Here is an enlightening piece from Tim Staermose of the Sovereign Man.
Here’s something you don’t see every day: Banks in Vietnam will actually pay YOU to store your gold in one of their safe deposit boxes. I was pretty surprised to find this out for myself; neither Simon nor I have seen it anywhere else in the world except here.
This is actually how banking used to be. The original bankers were goldsmiths– big burly guys who worked with gold on a daily basis. They had the security systems already established, and, for a fee, they were willing to let you park your gold in their safes.
Eventually, goldsmiths got into the moneylending business; instead of charging a security fee, they would pay depositors a rate of interest for the right to loan out the gold at a higher rate of interest.
Goldsmiths’ reputations lived and died based on the quality of their loan portfolios, and their consistency of paying back depositor savings.
Today that’s all but a footnote in history. Except in Vietnam.
Read the rest here.
Interesting to note that despite technical political restrictions to do so by Vietnam’s authorities, whom sees gold as a constriction to their activities, paying fees to gold depositors seem to have become an ingrained practice by Vietnamese bankers. The simple reason for this is that gold ownership has been the main preference of the average Vietnamese over fiat money or the dong.
Yet perhaps, today’s exception will become the tomorrow’s norm. Stated differently, perhaps Vietnam’s banking ‘archaic’ banking system could become the banking system's paradigm of the future.
Add to this Malaysia’s desire for a gold standard, India’s cultural attachment to gold and the growing appetite for gold by the Chinese as evidenced by surging imports (see chart above from US Global Funds), I’d say that these evolving trends in Asia could serve as clues to the direction of the prospective reforms of the global monetary system.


§ WHAT YOU NEED TO DO: Check each line of the listing for the word "legend" and report the ones that have it.

§ TASK INPUTS:

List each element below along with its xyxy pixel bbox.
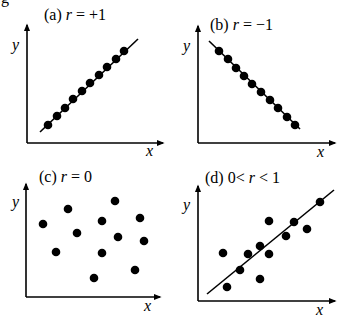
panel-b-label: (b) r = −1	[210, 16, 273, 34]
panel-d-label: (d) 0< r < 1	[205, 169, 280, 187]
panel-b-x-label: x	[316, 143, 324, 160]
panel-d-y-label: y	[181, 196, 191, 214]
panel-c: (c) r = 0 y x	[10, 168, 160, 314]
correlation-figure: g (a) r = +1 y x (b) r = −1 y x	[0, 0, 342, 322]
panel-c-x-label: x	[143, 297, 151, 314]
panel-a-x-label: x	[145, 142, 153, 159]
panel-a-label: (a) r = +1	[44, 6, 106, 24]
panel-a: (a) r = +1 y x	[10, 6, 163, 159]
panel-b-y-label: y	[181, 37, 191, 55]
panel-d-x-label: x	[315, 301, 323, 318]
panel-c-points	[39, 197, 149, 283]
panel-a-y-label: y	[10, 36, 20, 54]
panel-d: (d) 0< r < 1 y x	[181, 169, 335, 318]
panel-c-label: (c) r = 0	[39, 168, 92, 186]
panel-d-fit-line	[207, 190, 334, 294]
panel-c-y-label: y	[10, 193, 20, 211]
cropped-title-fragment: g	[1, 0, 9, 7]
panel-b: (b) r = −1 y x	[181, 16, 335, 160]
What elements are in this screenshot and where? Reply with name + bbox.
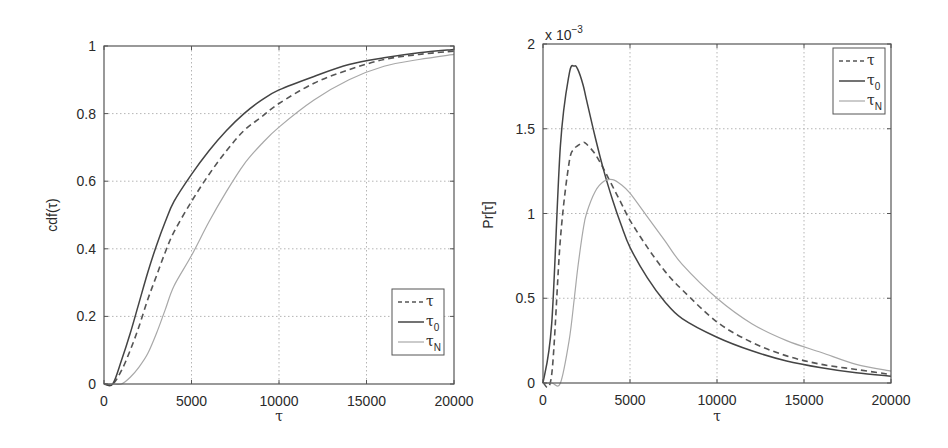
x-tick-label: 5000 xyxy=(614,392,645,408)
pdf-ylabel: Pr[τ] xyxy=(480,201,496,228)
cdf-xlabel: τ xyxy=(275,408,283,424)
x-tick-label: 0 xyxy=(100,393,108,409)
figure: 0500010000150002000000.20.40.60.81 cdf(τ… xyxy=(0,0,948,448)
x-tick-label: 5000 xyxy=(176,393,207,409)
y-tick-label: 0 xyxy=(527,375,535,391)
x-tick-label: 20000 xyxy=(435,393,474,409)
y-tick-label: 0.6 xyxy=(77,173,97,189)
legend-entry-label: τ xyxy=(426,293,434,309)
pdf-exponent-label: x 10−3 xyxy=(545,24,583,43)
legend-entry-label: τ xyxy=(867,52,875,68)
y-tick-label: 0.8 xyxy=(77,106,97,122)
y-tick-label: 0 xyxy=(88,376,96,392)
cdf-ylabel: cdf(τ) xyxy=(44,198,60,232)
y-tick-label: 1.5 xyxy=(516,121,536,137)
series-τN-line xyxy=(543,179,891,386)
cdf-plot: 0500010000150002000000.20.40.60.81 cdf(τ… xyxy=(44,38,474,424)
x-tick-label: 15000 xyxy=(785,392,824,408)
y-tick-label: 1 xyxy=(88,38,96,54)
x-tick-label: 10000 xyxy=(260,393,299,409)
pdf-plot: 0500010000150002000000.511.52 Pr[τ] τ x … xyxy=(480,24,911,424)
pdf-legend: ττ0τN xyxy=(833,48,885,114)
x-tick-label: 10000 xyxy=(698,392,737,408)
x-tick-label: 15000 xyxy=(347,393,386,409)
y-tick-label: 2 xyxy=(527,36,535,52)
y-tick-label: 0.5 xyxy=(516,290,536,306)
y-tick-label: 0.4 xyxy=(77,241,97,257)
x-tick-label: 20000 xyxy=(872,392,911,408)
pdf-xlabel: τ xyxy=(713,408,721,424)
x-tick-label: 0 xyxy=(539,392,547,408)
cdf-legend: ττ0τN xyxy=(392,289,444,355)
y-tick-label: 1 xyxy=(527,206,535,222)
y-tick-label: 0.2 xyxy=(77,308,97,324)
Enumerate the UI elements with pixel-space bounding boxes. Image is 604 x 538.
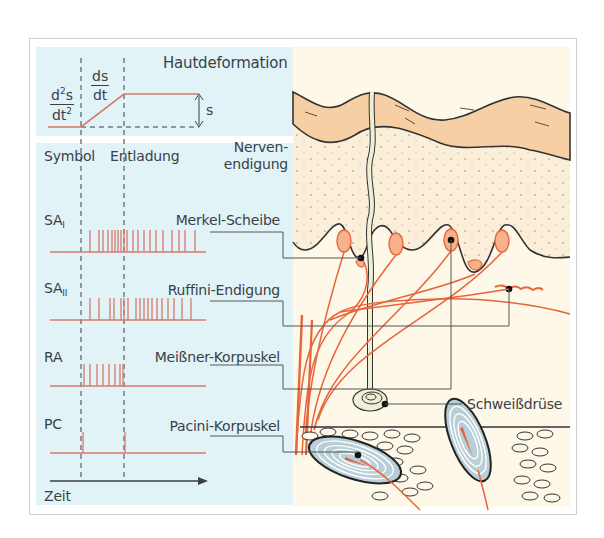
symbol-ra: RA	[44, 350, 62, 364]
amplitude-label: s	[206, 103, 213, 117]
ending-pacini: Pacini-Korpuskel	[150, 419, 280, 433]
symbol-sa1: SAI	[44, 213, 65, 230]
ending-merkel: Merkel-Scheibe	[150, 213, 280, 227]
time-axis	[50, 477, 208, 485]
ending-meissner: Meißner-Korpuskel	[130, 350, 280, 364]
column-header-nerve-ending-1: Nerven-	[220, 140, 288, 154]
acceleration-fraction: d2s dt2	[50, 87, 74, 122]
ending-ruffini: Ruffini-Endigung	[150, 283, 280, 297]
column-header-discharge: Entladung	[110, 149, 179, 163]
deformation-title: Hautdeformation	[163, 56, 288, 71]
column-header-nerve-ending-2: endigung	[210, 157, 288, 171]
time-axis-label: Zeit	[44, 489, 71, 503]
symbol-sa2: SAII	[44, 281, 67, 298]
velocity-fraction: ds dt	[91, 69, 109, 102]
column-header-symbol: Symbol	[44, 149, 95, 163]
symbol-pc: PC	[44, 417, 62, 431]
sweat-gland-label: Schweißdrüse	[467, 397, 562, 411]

* * *

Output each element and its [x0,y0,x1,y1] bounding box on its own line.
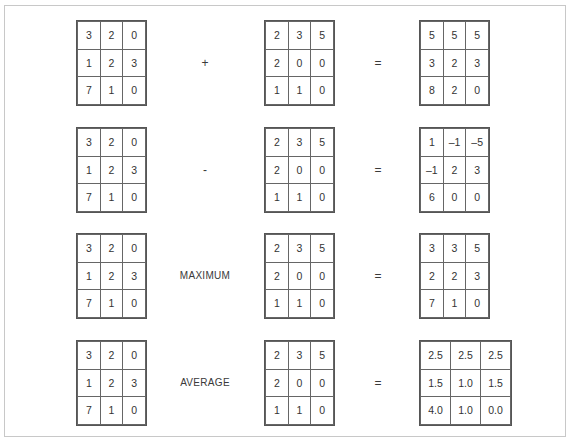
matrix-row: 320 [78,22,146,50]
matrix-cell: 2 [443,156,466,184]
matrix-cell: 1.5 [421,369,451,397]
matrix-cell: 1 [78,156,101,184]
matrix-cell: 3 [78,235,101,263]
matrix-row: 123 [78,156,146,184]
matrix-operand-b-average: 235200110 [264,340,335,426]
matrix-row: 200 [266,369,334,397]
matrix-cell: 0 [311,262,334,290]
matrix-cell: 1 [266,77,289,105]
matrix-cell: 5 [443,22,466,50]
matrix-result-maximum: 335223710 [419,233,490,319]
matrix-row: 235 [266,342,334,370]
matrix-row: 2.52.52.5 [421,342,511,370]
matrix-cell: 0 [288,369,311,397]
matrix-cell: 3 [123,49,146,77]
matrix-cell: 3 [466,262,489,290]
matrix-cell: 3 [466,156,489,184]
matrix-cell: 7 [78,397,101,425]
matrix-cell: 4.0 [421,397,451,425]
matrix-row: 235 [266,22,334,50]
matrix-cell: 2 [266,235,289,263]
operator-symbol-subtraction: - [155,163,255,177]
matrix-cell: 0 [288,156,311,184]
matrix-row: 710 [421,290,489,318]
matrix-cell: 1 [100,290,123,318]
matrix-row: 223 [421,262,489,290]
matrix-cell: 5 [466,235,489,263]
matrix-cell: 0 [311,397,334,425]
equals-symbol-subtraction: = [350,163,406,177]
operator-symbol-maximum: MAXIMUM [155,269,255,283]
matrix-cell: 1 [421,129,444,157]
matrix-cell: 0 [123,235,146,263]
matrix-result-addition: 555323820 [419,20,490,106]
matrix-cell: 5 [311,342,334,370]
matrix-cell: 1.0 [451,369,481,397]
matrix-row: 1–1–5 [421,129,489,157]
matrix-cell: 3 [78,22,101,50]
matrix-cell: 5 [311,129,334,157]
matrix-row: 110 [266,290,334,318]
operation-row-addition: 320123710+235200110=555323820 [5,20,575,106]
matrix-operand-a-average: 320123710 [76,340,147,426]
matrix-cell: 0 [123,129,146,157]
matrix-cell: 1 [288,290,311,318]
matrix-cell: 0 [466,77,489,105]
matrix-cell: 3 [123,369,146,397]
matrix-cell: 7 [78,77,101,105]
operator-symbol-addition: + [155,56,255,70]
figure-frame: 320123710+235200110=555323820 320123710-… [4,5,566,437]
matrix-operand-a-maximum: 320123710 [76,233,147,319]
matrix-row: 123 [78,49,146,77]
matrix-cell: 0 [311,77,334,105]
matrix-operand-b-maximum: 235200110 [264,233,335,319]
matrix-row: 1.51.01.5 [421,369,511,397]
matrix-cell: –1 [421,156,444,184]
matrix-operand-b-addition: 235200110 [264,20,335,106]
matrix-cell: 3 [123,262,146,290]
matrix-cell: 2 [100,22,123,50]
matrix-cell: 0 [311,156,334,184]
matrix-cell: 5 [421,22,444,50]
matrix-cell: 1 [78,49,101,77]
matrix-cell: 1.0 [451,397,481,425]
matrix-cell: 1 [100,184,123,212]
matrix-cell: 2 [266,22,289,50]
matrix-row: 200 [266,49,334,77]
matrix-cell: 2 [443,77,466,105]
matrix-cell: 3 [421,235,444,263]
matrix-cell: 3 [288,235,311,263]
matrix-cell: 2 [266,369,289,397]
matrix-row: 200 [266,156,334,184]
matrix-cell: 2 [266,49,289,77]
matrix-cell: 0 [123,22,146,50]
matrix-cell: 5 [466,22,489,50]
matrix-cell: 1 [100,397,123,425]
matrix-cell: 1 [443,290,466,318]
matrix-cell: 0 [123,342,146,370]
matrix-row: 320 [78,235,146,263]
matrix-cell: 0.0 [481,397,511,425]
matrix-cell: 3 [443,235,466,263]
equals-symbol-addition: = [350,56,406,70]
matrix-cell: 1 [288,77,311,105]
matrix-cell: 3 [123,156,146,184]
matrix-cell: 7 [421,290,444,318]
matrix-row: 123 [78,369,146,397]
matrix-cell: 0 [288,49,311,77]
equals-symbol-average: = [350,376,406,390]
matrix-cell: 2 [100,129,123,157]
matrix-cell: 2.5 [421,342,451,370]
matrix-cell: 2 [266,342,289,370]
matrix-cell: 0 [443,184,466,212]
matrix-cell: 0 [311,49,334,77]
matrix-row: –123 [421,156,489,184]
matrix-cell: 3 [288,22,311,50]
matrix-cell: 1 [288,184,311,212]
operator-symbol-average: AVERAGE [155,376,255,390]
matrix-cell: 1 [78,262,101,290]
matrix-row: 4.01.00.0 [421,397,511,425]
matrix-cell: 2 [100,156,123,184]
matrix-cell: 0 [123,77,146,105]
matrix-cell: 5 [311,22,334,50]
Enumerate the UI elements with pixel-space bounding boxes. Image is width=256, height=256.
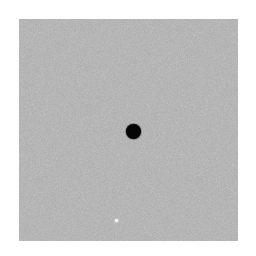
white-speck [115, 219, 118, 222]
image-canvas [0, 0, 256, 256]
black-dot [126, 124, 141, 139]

§ RESULT OF THIS TASK:
legend-entry-label: τ xyxy=(426,293,434,309)
legend-entry-label: τ xyxy=(867,52,875,68)
pdf-legend: ττ0τN xyxy=(833,48,885,114)
cdf-legend: ττ0τN xyxy=(392,289,444,355)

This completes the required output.